The competition I mentioned in my previous post has just started! So again, what is it about? For a period of 10 weeks (out of 13 available), work on a software project and blog about it minimum twice a week. My idea for this challenge is to write a game inspired by a game called Exploding Kittens, using Elixir language and Phoenix framework. And what’s that planning I mentioned in the title of this post?

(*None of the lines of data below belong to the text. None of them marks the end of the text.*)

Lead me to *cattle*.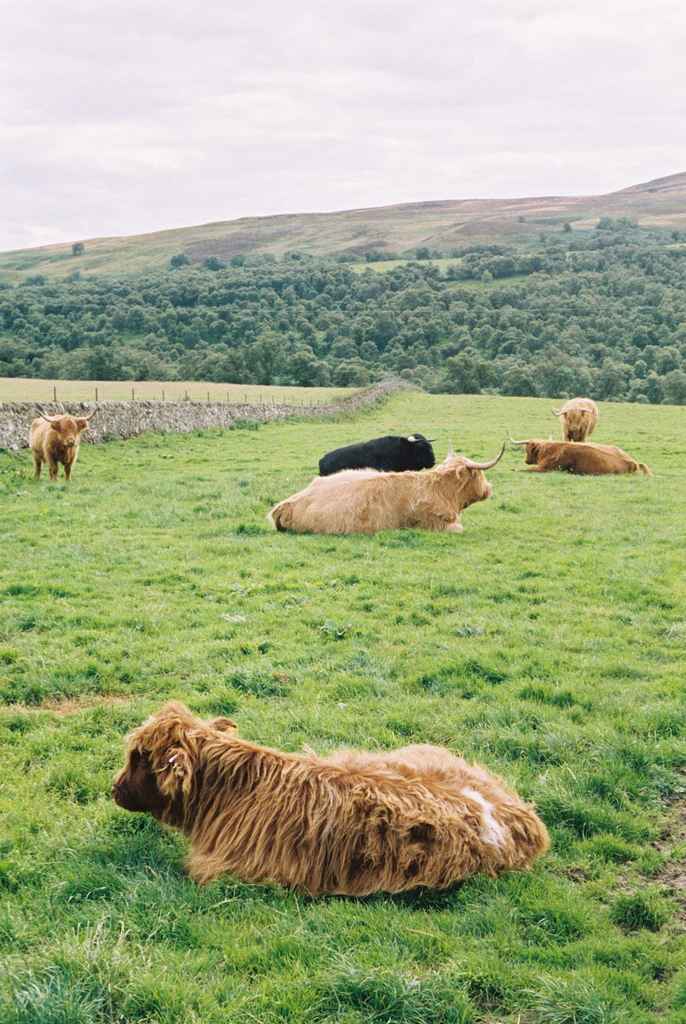
Lead to 545/394/603/436.
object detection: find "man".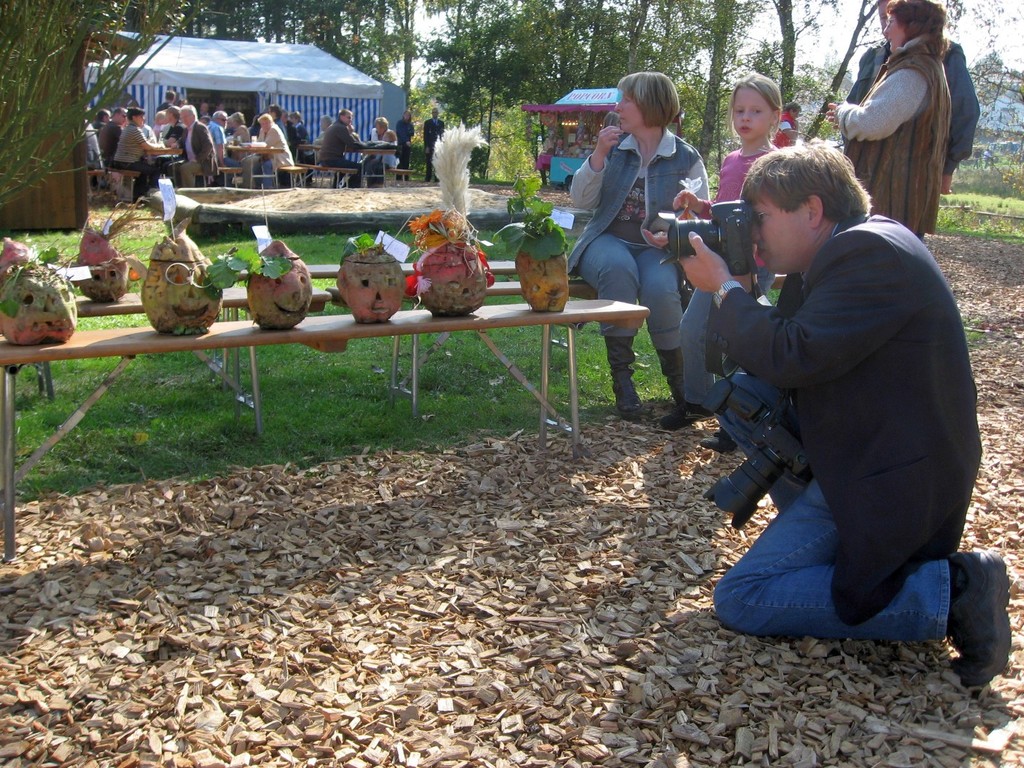
(253,121,301,184).
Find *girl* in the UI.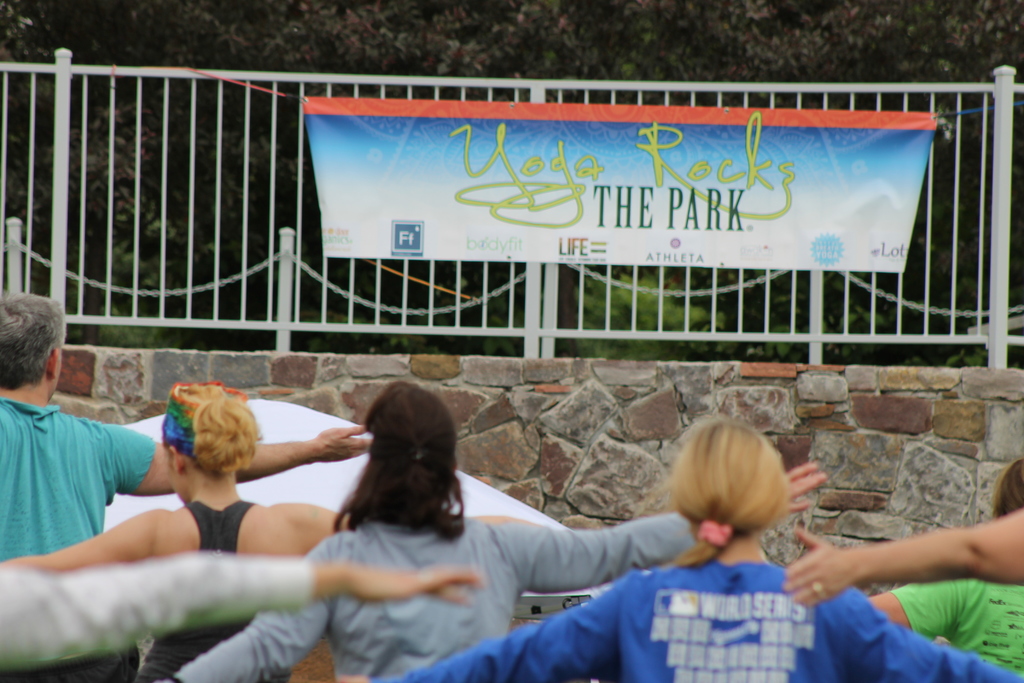
UI element at left=0, top=381, right=536, bottom=682.
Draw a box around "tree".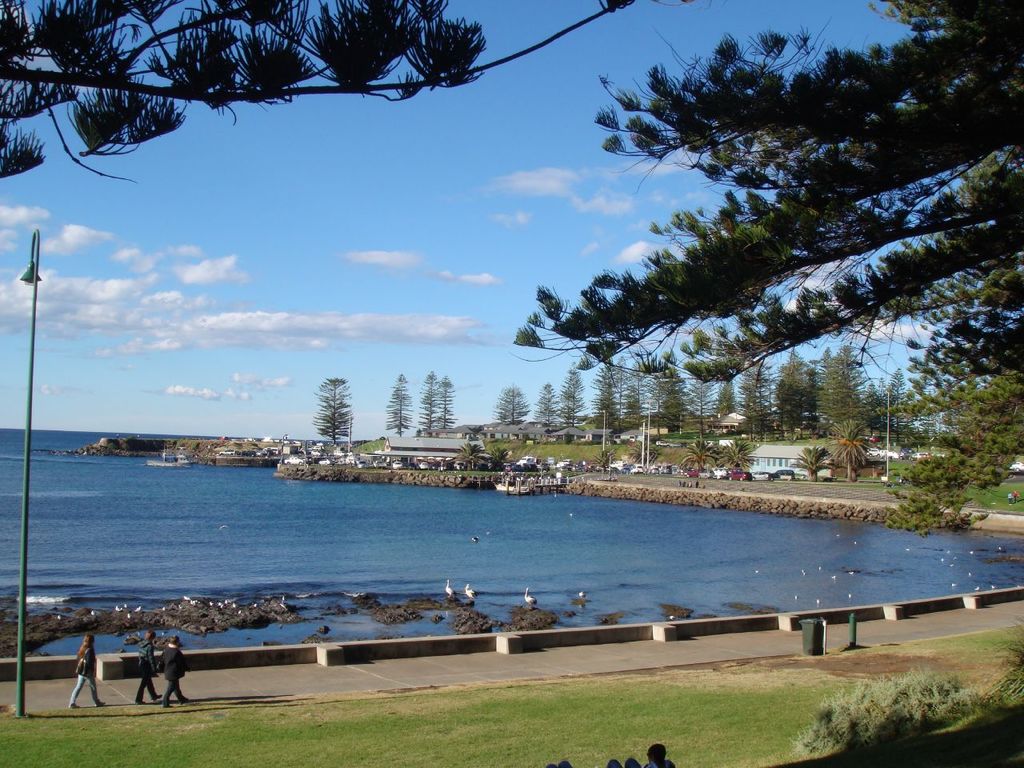
box(620, 370, 636, 434).
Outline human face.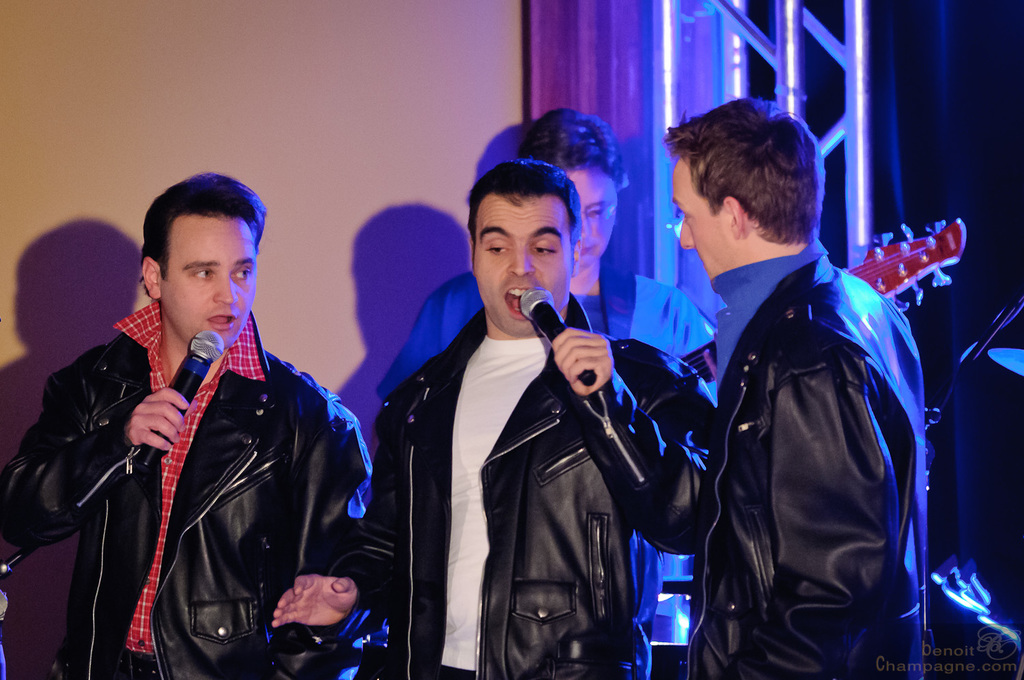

I want to talk a bit about how I’m gonna tackle this problem from the time management perspective. After all, this competition has a certain set of rules which all of the participants must adhere to in order to remain in the competition. We have 10 weeks of work, 2 posts per week, which makes it 20 posts total (including this one). To make sure I’m on track, let’s define some progress marks that I expect to have after every week. So the plan for the next 10 weeks is as follows:

Week 1 - The Game

I will introduce basic game concepts and rules, and how I envision the game will look like at the end of this challenge.

Week 2 - Hello Elixir

Week 2 will be about elixir - what is this language, what interesting features does it have, and how can we model the game in it.

Week 3 - MVP

By the end of week 3 I’d like to have a running version of the game in pure Elixir, available to play through iex (Elixir REPL).

Week 4 - We’re going web-wide

I’ll do an introduction to Phoenix, Elixir based high performance web framework.

Week 5 - Work, work, work

I will spend this week on implementing the game in phoenix, and I will slowly transition to frontend.

Week 6, 7 & 8 - Show me your pretty face

Well, we’re talking games here, and it ain’t mud-type, so we need to create some UI. I honestly have no idea how it will work, what technologies will I use, or where will I take some decent graphics from. Fun ride, as usual.

Week 9 & 10 - Let’s scale it baby!

Elixir is really a high performance language, but at some point there is always a need to scale out and use more servers than just one. I’d like to spend last two weeks on adding a feature to the game server which will allow new servers to join existing ones and form a cluster where each node can communicate with each other. Although players of the same game will always talk to the same server (although I’m curious if this assumption can be changed), cluster will allow to display some global stats regardless of the server player is connected to (number of total games currently being played across all cluster nodes, etc.), and possibly some other interesting use cases.